Lovehacker: Is Being A Virgin Ruining My Love Life?

Dear Lovehacker, I’m a 26-year-old male virgin with no real relationship experience. I guess I have never been interested in one-night stands, preferring sex with someone I feel a genuine connection to. I’ve subsequently never made a proactive effort to lose my virginity and this lack of experience has made me feel concerned about my ability to find and maintain a successful relationship. I worry I won’t know what the hell I am doing.

Back in April of 2015, I decided to give some of the online dating apps a shot, and I ended up meeting about 15 women during the course of the four to five months I used these apps. However, only about six or seven of them wanted to go on second dates, and I only went on a third date with one of them. She then decided to end things on the fourth date through indirect signals as opposed to just talking to me about it, which led me to wonder what I might have done wrong (she never actually told me what happened, we just parted ways).

I ultimately ceased using the apps to focus more on my last year of law school, but now that school is over I am thinking about how I want to resume these efforts. The obvious problem is that I have no idea what to do and am discouraged from doing anything because I don’t want to go through this much rejection all over again. Not helping matters is that I live with my brother, who has been going on dates and has had better luck on the first date alone. I admit I am not someone who aims for sex on the first date, but I also can’t help but feel a little jealous given my situation.

Since I’ve never really dated anyone exclusively before, I feel like whenever I try to date someone, I am uncertain and insecure about what to do, which may hinder my efforts. I know I want to find a serious relationship, but I am pessimistic about my chances of finding one. I just do not know how to approach this matter. I feel like the problem lies in both my lack of experience and my mindset toward the situation, because I know this bothers me way more than it should. What do you think I should do? Thanks, Confused and Looking for Love

Dear CALFL,

I think you have one big stumbling block here… and that’s your virginity. It’s not the problem; at least, not the way you think it is.

To you, your being a virgin is like a giant neon sign, a scarlet ‘V’ blinking overhead. It’s an indicator of someone who’s managed to miss out on his window and now he’s screwed because who could possibly want somebody who’s still a virgin at his age? That big ol’ V is symbolic of everything you should already have figured out by now and the life that you think you should be having but aren’t.

The thing is though: Your virginity is pretty much irrelevant to most of this. The bullshit stigma that you’re feeling about your lack of experience – and the narrative of How To Be A Man that tells you that you should be knee-deep in vagina right now – is throwing you off. You’re letting being a virgin psych you out and it’s giving you a distorted view of what dating is like.

Let’s take your experience with dating apps as an example. Meeting 15 women in the span of four months is a pretty respectable ratio; that’s around a date a week. The fact that more than half wanted a second date is, again, pretty damn good; that’s a rate of more than 50 per cent. You’re doing far better than you realise, with a success ratio that a lot of people would envy.

Did you get a girlfriend out of it? No… but that doesn’t mean you weren’t doing well. Dating, and online dating in particular, is a game of numbers. You’re going to have a lot of false-positives – people who seem appealing on paper at first, but that you don’t click with once you spend time with them. You’re going to have dates that go nowhere and dates where one of you decides to give the other a second date just in case but realise that it’s not going to work. Rejection, as much as it may sting at first, is part of the game. Welcome to dating; wear a helmet.

But here’s the thing: Rejection may suck, but it only has to suck as much as you let it. Not investing in the importance of each individual date at the get-go is key. That first date is like the first audition; you’re trying to see whether this person’s worth making it to the next round. If they’re not… OK, cool, there’re others out there, time to go see how they stack up. I can count the number of people who’ve ended up in long-term relationships with the first person they ever dated on the fingers of one foot.

Your brother probably has more dating success because he goes on a lot of dates. Like shooting a shotgun, the more lead you throw out there, the more likely you are to hit something. Go on a lot of dates, you’re more likely to find people who’re worth dating – or, in your brother’s case, who’re up for sex on the first date.

Yeah, you’re not entirely sure what you’re doing. Neither is 99 per cent of the population. Every first date is a lot of fumbling in the dark and feeling around, trying to see how much of you meshes up with how much of them. The less you worry about being perfect and more just about trying to connect with them, the better you’ll do.

In short, put yourself out there and go on more dates. That’s how you build your experience points. You’ll find your success rate will go up and find the people who you’re compatible with. And of those, you’ll find someone that you have a genuine connection with, along with everything that comes with that.

Good luck!


Lovehacker is a weekly relationship and sex column where our resident Agony Aunt answers your questions. Need help? Drop a comment below or email [email protected].


This story originally appeared on Kokatu.

Harris O’Malley is a writer and dating coach who provides geek dating advice at his blog Paging Dr NerdLove.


TASK INSTRUCTIONS: Give back every entry precisely as written, without any of the images.

::: INFORMATION SHOWN :::

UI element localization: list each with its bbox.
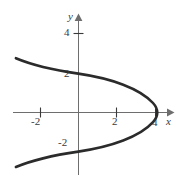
x-tick-label-2: 2 (112, 116, 118, 127)
parabola-plot (0, 0, 179, 191)
y-tick-label-4: 4 (64, 27, 70, 38)
parabola-curve (16, 133, 79, 166)
graph-figure: -2 2 4 4 2 -2 y x (0, 0, 179, 191)
x-tick-label-4: 4 (152, 117, 158, 128)
x-axis-label: x (166, 116, 171, 127)
y-axis-arrowhead (75, 14, 83, 22)
y-tick-label-neg2: -2 (58, 137, 67, 148)
y-tick-label-2: 2 (64, 68, 70, 79)
x-tick-label-neg2: -2 (31, 116, 40, 127)
y-axis-label: y (68, 11, 73, 22)
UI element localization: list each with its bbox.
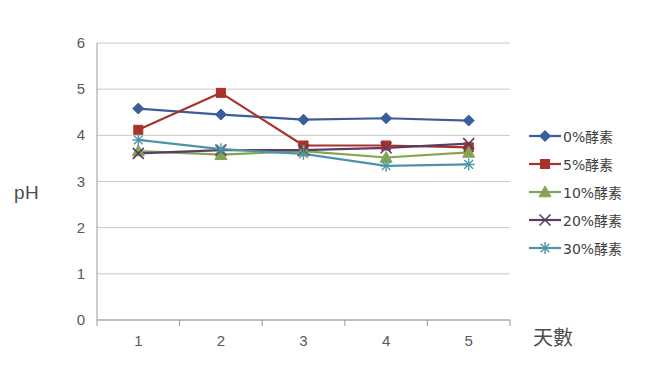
legend-item[interactable]: 10%酵素 — [528, 178, 653, 206]
legend-item[interactable]: 20%酵素 — [528, 206, 653, 234]
data-point-diamond — [298, 114, 309, 125]
legend-label: 30%酵素 — [563, 238, 622, 258]
legend-marker-icon — [528, 128, 562, 144]
data-point-square — [134, 125, 143, 134]
series-markers-0%酵素 — [133, 103, 474, 126]
chart-legend: 0%酵素5%酵素10%酵素20%酵素30%酵素 — [528, 122, 653, 262]
legend-marker-icon — [528, 184, 562, 200]
chart-container: pH 天數 0123456 12345 0%酵素5%酵素10%酵素20%酵素30… — [0, 0, 657, 373]
data-point-diamond — [133, 103, 144, 114]
legend-label: 20%酵素 — [563, 210, 622, 230]
legend-marker-icon — [528, 212, 562, 228]
data-point-square — [541, 160, 550, 169]
legend-marker-icon — [528, 240, 562, 256]
legend-item[interactable]: 30%酵素 — [528, 234, 653, 262]
legend-label: 10%酵素 — [563, 182, 622, 202]
legend-item[interactable]: 5%酵素 — [528, 150, 653, 178]
data-point-diamond — [463, 115, 474, 126]
legend-label: 0%酵素 — [563, 126, 613, 146]
data-point-square — [216, 88, 225, 97]
legend-marker-icon — [528, 156, 562, 172]
data-point-diamond — [540, 131, 551, 142]
legend-label: 5%酵素 — [563, 154, 613, 174]
data-point-diamond — [381, 113, 392, 124]
data-point-diamond — [215, 109, 226, 120]
legend-item[interactable]: 0%酵素 — [528, 122, 653, 150]
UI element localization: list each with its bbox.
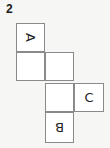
net-face-a: A	[16, 23, 45, 52]
net-face-blank-1	[16, 52, 45, 81]
figure-number: 2	[6, 3, 13, 15]
net-face-b: B	[45, 112, 74, 143]
net-face-blank-3	[45, 83, 74, 112]
net-face-blank-2	[45, 52, 74, 81]
face-letter: C	[84, 91, 93, 104]
face-letter: B	[55, 121, 64, 134]
face-letter: A	[24, 33, 37, 42]
net-face-c: C	[74, 83, 104, 112]
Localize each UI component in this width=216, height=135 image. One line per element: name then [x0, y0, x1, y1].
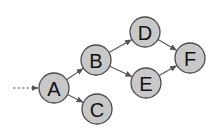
edge-d-f	[158, 40, 177, 51]
node-e-label: E	[139, 73, 152, 95]
node-f: F	[175, 43, 205, 73]
node-a-label: A	[47, 78, 61, 100]
node-f-label: F	[184, 48, 196, 70]
node-b-label: B	[89, 50, 102, 72]
edge-b-d	[109, 40, 132, 53]
node-d: D	[130, 17, 160, 47]
node-d-label: D	[138, 22, 152, 44]
edge-a-c	[67, 95, 83, 103]
node-b: B	[81, 45, 111, 75]
graph-diagram: A B C D E F	[0, 0, 216, 135]
node-e: E	[131, 68, 161, 98]
node-a: A	[39, 73, 69, 103]
node-c: C	[82, 94, 112, 124]
edge-b-e	[110, 66, 132, 76]
edge-a-b	[66, 69, 83, 80]
edge-e-f	[159, 66, 176, 76]
node-c-label: C	[90, 99, 104, 121]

:::

COMPLETED TASK:
UI element localization: list each with its bbox.
x-tick-label-2: 2 (112, 116, 118, 127)
parabola-plot (0, 0, 179, 191)
y-tick-label-4: 4 (64, 27, 70, 38)
parabola-curve (16, 133, 79, 166)
graph-figure: -2 2 4 4 2 -2 y x (0, 0, 179, 191)
x-tick-label-4: 4 (152, 117, 158, 128)
x-axis-label: x (166, 116, 171, 127)
y-axis-arrowhead (75, 14, 83, 22)
y-tick-label-neg2: -2 (58, 137, 67, 148)
y-tick-label-2: 2 (64, 68, 70, 79)
x-tick-label-neg2: -2 (31, 116, 40, 127)
y-axis-label: y (68, 11, 73, 22)
UI element localization: list each with its bbox.
legend-item[interactable]: 10%酵素 — [528, 178, 653, 206]
legend-item[interactable]: 20%酵素 — [528, 206, 653, 234]
data-point-diamond — [298, 114, 309, 125]
legend-label: 30%酵素 — [563, 238, 622, 258]
legend-marker-icon — [528, 128, 562, 144]
data-point-square — [134, 125, 143, 134]
series-markers-0%酵素 — [133, 103, 474, 126]
chart-legend: 0%酵素5%酵素10%酵素20%酵素30%酵素 — [528, 122, 653, 262]
legend-marker-icon — [528, 184, 562, 200]
chart-container: pH 天數 0123456 12345 0%酵素5%酵素10%酵素20%酵素30… — [0, 0, 657, 373]
data-point-diamond — [133, 103, 144, 114]
legend-label: 20%酵素 — [563, 210, 622, 230]
legend-marker-icon — [528, 212, 562, 228]
data-point-square — [541, 160, 550, 169]
legend-marker-icon — [528, 240, 562, 256]
legend-item[interactable]: 30%酵素 — [528, 234, 653, 262]
legend-label: 10%酵素 — [563, 182, 622, 202]
legend-item[interactable]: 5%酵素 — [528, 150, 653, 178]
data-point-diamond — [463, 115, 474, 126]
legend-label: 0%酵素 — [563, 126, 613, 146]
data-point-square — [216, 88, 225, 97]
legend-marker-icon — [528, 156, 562, 172]
data-point-diamond — [540, 131, 551, 142]
legend-label: 5%酵素 — [563, 154, 613, 174]
data-point-diamond — [381, 113, 392, 124]
data-point-diamond — [215, 109, 226, 120]
legend-item[interactable]: 0%酵素 — [528, 122, 653, 150]
UI element localization: list each with its bbox.
net-face-a: A	[16, 23, 45, 52]
net-face-blank-1	[16, 52, 45, 81]
figure-number: 2	[6, 3, 13, 15]
net-face-b: B	[45, 112, 74, 143]
net-face-blank-3	[45, 83, 74, 112]
net-face-blank-2	[45, 52, 74, 81]
face-letter: C	[84, 91, 93, 104]
face-letter: B	[55, 121, 64, 134]
face-letter: A	[24, 33, 37, 42]
net-face-c: C	[74, 83, 104, 112]
Localize each UI component in this width=216, height=135 image. One line per element: name then [x0, y0, x1, y1].
edge-d-f	[158, 40, 177, 51]
node-e-label: E	[139, 73, 152, 95]
node-f: F	[175, 43, 205, 73]
node-a-label: A	[47, 78, 61, 100]
node-f-label: F	[184, 48, 196, 70]
node-b-label: B	[89, 50, 102, 72]
edge-b-d	[109, 40, 132, 53]
node-d: D	[130, 17, 160, 47]
node-d-label: D	[138, 22, 152, 44]
edge-a-c	[67, 95, 83, 103]
node-b: B	[81, 45, 111, 75]
graph-diagram: A B C D E F	[0, 0, 216, 135]
node-e: E	[131, 68, 161, 98]
node-a: A	[39, 73, 69, 103]
node-c: C	[82, 94, 112, 124]
edge-b-e	[110, 66, 132, 76]
edge-a-b	[66, 69, 83, 80]
edge-e-f	[159, 66, 176, 76]
node-c-label: C	[90, 99, 104, 121]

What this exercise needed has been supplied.